A pilot program to offer as many as 25 online or partially online courses for credit will be launched for University of California undergraduates in January 2012.
Online classes could help ease some of the competition for space in core classes and provide students more opportunity to interact with their instructors, says Keith Williams, a senior lecturer at UC Davis who is working on the program.
“It’s not going to be just looking at videos of professors giving lectures,” says Williams, an immediate past chair of the Academic Senate’s committee on educational policy.
Williams, from the Department of Neurobiology, Physiology and Behavior, said that a faculty member might work with an instructional designer to put together tutorial-like material for a new or existing course. “The student might be led through a set of examples and information, get quizzed on that, and once they show they are able to understand the material, move on to the next section of information,” he said.
This month, a UC faculty-appointed committee will review 71 letters of intent from professors interested in developing and teaching online classes, with the idea that the UC Academic Senate agree on 25 courses in time to begin developing them in April.
“The faculty overall put a lot of effort into the process, and there appear to be a good number of very promising proposals,” Williams said.
Academic standards
Crucial to the pilot program will be the creation of evaluation criteria that twill enable the Academic Senate to ensure online courses adhere to UC’s academic standards. “If the result is inferior, I am sure we will say, ‘Let’s go back to doing what we do best,’” Williams said.
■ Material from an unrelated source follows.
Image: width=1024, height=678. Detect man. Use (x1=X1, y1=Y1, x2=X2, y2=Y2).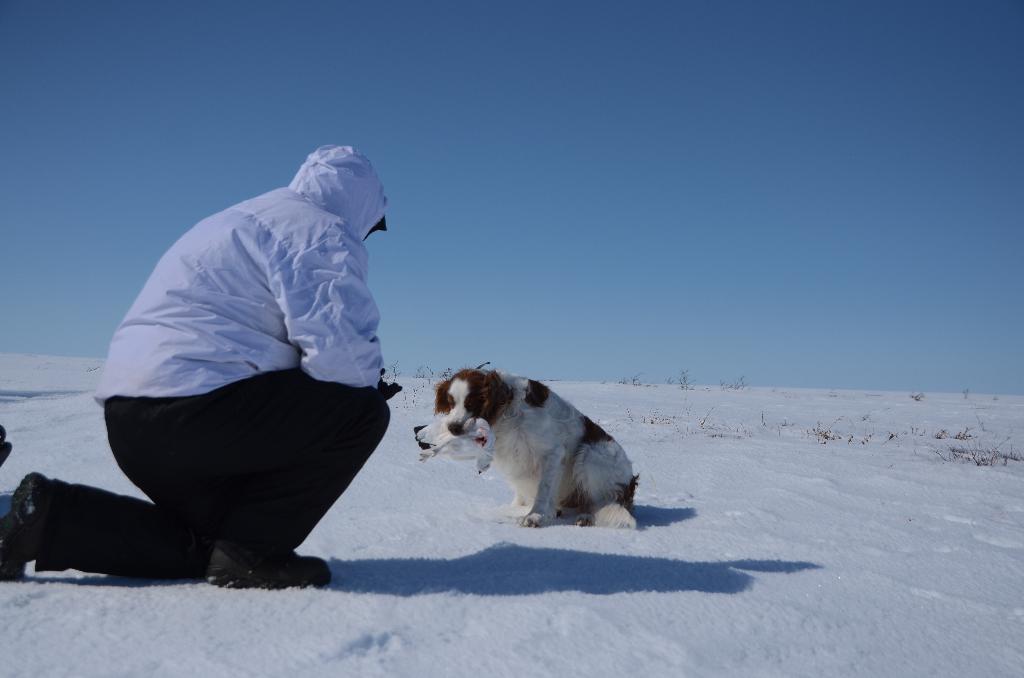
(x1=86, y1=137, x2=412, y2=599).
But the perception of what universities like UC Davis can do best may be changing over time. An introduction to the pilot project’s website notes that modern students “with the ever-increasing presence of technology in their lives” learn and research differently than their parents. The university, it states, “must respond to this transformation.”
Course demand
In examining potential classes for the online pilot, the faculty-appointed committee will look at a number of factors, including the expertise of faculty interested in teaching online courses and the demand for particular courses.
“It’s targeting larger enrollment courses that are often where students have difficulty getting into at a time [slot] that they want,” Williams said.
Courses with the highest enrollment throughout the UC system in 2006-07 and 2007-08 included beginning courses in calculus, chemistry, organic chemistry, statistics, Spanish, biology, world history, physics, macro and micro economics, psychology, and freshman composition.
Williams said that if the pilot program proves successful, UC might one day partner with community colleges and high schools so that students could take UC online courses for transfer credit.
UC Davis currently offers five undergraduate courses with at least some online components. UC Davis Extension offers approximately 100 online courses and another 100 hybrid classes.